Additional Takeover Week events include exhibitions at such Satellite Sites as Augsburg College, Artistry, Bryant Lake Bowl, Concordia Gallery, Gamut Gallery, Highpoint Center for Printmaking, Instinct Gallery, Intermedia Arts, MinneapolisCentral Library, Public Functionary, Southern Theatre, Soo Visual Arts Center, Third Place Gallery and Warm Gallery's Warm Guerillas. Please visit ggtakeover.com for more.
ABOUT THE GUERRILLA GIRLS
Formed in 1985, the Guerrilla Girls are a group of anonymous female artists who produce posters, stickers, books, printed projects, and actions that expose sexism and racism in politics, the art world, and the culture at large. The group'smembers protect their individual identities by wearing gorilla masks during public appearances, and by adopting the names of deceased famous female figures such as Edmondia Lewis, Zubeida Agha and Frida Kahlo. Because of theiranonymity, it is never clear exactly how many members comprise the group, but they have always remained a fairly small collective.
A catalyst for the group's formation was the 1984 Museum of Modern Art, New York (MoMA) exhibition International Survey of Painting and Sculpture, which included the work of 169 artists with less than 10% women artists and even fewer artists of color. The Guerrilla Girls dubbed themselves the "conscience of the art world," and in 1985 they began a poster campaign that targeted museums, dealers, curators, critics and artists whom they felt were responsible for theexclusion of women and artists of color from mainstream exhibitions.

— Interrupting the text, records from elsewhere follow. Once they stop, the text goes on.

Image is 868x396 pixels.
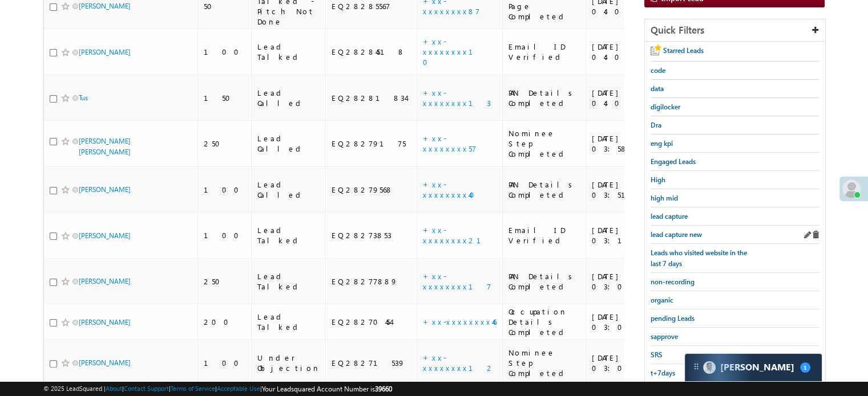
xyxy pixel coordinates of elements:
span: lead capture new [650,230,702,239]
span: data [650,85,664,93]
a: [PERSON_NAME] [79,318,131,327]
div: EQ28285567 [331,1,411,12]
a: [PERSON_NAME] [79,2,131,10]
span: non-recording [650,278,695,286]
a: +xx-xxxxxxxx57 [423,133,477,153]
div: [DATE] 04:06 PM [592,88,662,108]
div: EQ28273853 [331,230,411,240]
a: [PERSON_NAME] [79,358,131,368]
div: [DATE] 03:08 PM [592,311,662,332]
div: Lead Talked [257,311,320,332]
div: Email ID Verified [509,42,581,62]
div: EQ28281834 [331,93,411,103]
span: Your Leadsquared Account Number is [262,385,392,393]
div: Lead Called [257,88,320,108]
a: +xx-xxxxxxxx10 [423,37,487,67]
div: 250 [204,276,245,287]
div: 100 [204,185,245,195]
a: +xx-xxxxxxxx21 [423,225,494,245]
div: EQ28279568 [331,185,411,195]
span: Engaged Leads [650,157,695,166]
div: Lead Talked [257,42,320,62]
span: high mid [650,194,678,203]
div: Lead Talked [257,271,320,292]
a: +xx-xxxxxxxx13 [423,88,491,108]
a: Acceptable Use [217,385,261,393]
div: [DATE] 04:06 PM [592,42,662,62]
div: PAN Details Completed [509,180,581,200]
div: [DATE] 03:58 PM [592,133,662,154]
a: Contact Support [124,385,169,393]
div: Nominee Step Completed [509,347,581,378]
div: Nominee Step Completed [509,128,581,159]
div: Lead Talked [257,225,320,245]
div: Under Objection [257,353,320,373]
a: Terms of Service [171,385,215,393]
div: [DATE] 03:09 PM [592,271,662,292]
span: SRS [650,351,663,359]
div: 250 [204,138,245,149]
div: 100 [204,230,245,240]
div: 200 [204,317,245,327]
div: 100 [204,358,245,368]
div: [DATE] 03:12 PM [592,225,662,245]
span: 39660 [375,385,392,393]
span: sapprove [650,332,678,341]
a: About [106,385,122,393]
span: lead capture [650,212,688,221]
div: Quick Filters [644,19,825,42]
a: [PERSON_NAME] [79,185,131,194]
a: +xx-xxxxxxxx12 [423,353,494,373]
span: pending Leads [650,314,695,322]
div: [DATE] 03:08 PM [592,353,662,373]
div: 50 [204,1,245,12]
div: EQ28271539 [331,358,411,368]
span: © 2025 LeadSquared | | | | | [44,383,392,394]
div: Email ID Verified [509,225,581,245]
div: EQ28277889 [331,276,411,287]
div: EQ28284518 [331,47,411,57]
a: +xx-xxxxxxxx46 [423,317,496,327]
div: Occupation Details Completed [509,306,581,337]
a: [PERSON_NAME] [PERSON_NAME] [79,136,131,157]
a: [PERSON_NAME] [79,48,131,56]
span: digilocker [650,103,680,111]
span: t+7days [650,369,675,378]
span: High [650,176,665,184]
div: 100 [204,47,245,57]
div: EQ28270454 [331,317,411,327]
a: [PERSON_NAME] [79,231,131,240]
div: Lead Called [257,180,320,200]
div: PAN Details Completed [509,88,581,108]
span: Dra [650,121,661,130]
div: [DATE] 03:51 PM [592,180,662,200]
div: 150 [204,93,245,103]
span: eng kpi [650,139,673,147]
span: 1 [800,363,810,373]
div: PAN Details Completed [509,271,581,292]
a: Tus [79,94,88,102]
span: organic [650,296,674,305]
span: Leads who visited website in the last 7 days [650,249,747,268]
div: carter-dragCarter[PERSON_NAME]1 [684,353,822,382]
div: Lead Called [257,133,320,154]
span: Starred Leads [663,46,704,54]
a: +xx-xxxxxxxx17 [423,271,491,291]
div: EQ28279175 [331,138,411,149]
a: +xx-xxxxxxxx40 [423,180,482,199]
a: [PERSON_NAME] [79,277,131,285]
span: code [650,66,665,75]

Like the artists Barbara Kruger and Jenny Holzer, the Guerrilla Girls appropriated the visual language of advertising to convey their messages. Their designs combined bold block text with lists and statistics compiled from art magazines andmuseum reports. The Guerrilla Girls use humor to convey information, provoke discussion and show that feminists can be funny. They embrace a populist approach to art production and exchange, producing their artwork in quantity toreach a broad audience.
The Guerrilla Girls have exhibited widely across the world. In 2005 they created a large-scale installation for the Venice Biennale, and they have been the focus of two major recent exhibitions: one in Chicago in
2012, and another at the Guggenheim in Bilbao the following year. Their work is held in the collections of several institutions that they have critiqued over the years, including MoMA and the Walker Art Center, in addition to the Tate, the ArtInstitute of Chicago, the Brooklyn Museum, the Whitney Museum of American Art and the Getty Institute.